The last case to be studied is u2 <= 0 <= u3. If we subtract 2 big values, then result can be up to ulp(big)/2 off rather than ulp(big-big)/2...
Thus this assertion we made doesn't hold anymore:
r - 2 ulp64(r) <= rf64 <= r + 2 ulp64(r)
Fortunately, u2 <= u2*(1-u1) <= 0 <= u1*u3 <= u3
and this is preserved after rounding
u2 <= rnd(u2*rnd(1-u1)) <= 0 <= rnd(u1*u3) <= u3
Thus since added quantities are of opposite sign:
u2 <= rnd(u2*rnd(1-u1)) + rnd(u1*u3) <= u3
same goes after rounding, so we can once again guaranty
u2 <= rnd64( rf80 ) <= u3
QED
To be complete we should care of denormal inputs (gradual underflow), but I hope you won't be that vicious with stress tests. I won't demonstrate what happens with those...
EDIT:
Here is a follow-up as the following assertion was a bit approximative and generated some comments when 0 <= u2 <= u3
r - 2 ulp80(r) <= rf80 <= r + 2 ulp80(r)
We can write the following inequalities:
rnd(1-u1) <= 1
rnd(1-u1) <= 1-u1+ulp(1)/4
u2*rnd(1-u1) <= u2 <= r
u2*rnd(1-u1) <= u2*(1-u1)+u2*ulp(1)/4
u2*ulp(1) < 2*ulp(u2) <= 2*ulp(r)
u2*rnd(1-u1) < u2*(1-u1)+ulp(r)/2
For next rounding operation, we use
ulp(u2*rnd(1-u1)) <= ulp(r)
rnd(u2*rnd(1-u1)) < u2*(1-u1)+ulp(r)/2 + ulp(u2*rnd(1-u1))/2
rnd(u2*rnd(1-u1)) < u2*(1-u1)+ulp(r)/2 + ulp(r)/2
rnd(u2*rnd(1-u1)) < u2*(1-u1)+ulp(r)
For second part of the sum, we have:
u1*u3 <= r
rnd(u1*u3) <= u1*u3 + ulp(u1*u3)/2
rnd(u1*u3) <= u1*u3 + ulp(r)/2
rnd(u2*rnd(1-u1))+rnd(u1*u3) < u2*(1-u1)+u1*u3 + 3*ulp(r)/2
rnd(rnd(u2*rnd(1-u1))+rnd(u1*u3)) < r + 3*ulp(r)/2 + ulp(r+3*ulp(r)/2)/2
ulp(r+3*ulp(r)/2) <= 2*ulp(r)
rnd(rnd(u2*rnd(1-u1))+rnd(u1*u3)) < r + 5*ulp(r)/2
I didn't prove the original claim, but not that far...
回答2:
The main source of loss-of-precision in interpol_64
is the multiplications.

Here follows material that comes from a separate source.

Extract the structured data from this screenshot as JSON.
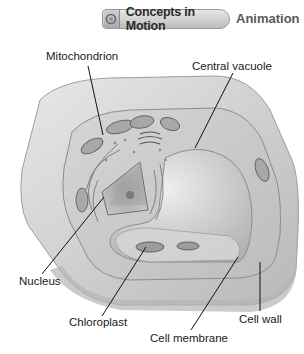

Multiplying two 53-bit mantissas yields a 105- or 106-bit (depending on whether the high bit carries) mantissa. This is too large to fit in an 80-bit extended precision value, so in general, you'll also have loss-of-precision in the 80-bit version. Quantifying exactly when it happens is very difficult; the most that's easy to say is that it happens when rounding errors accumulate. Note that there's also a small rounding step when adding the two terms.
Most people would probably just solve this problem with a function like:
double interpol_64(double u1, double u2, double u3)
{
return u2 + u1 * (u3 - u2);
}
But it looks like you're looking for insight into the rounding issues, not a better implementation.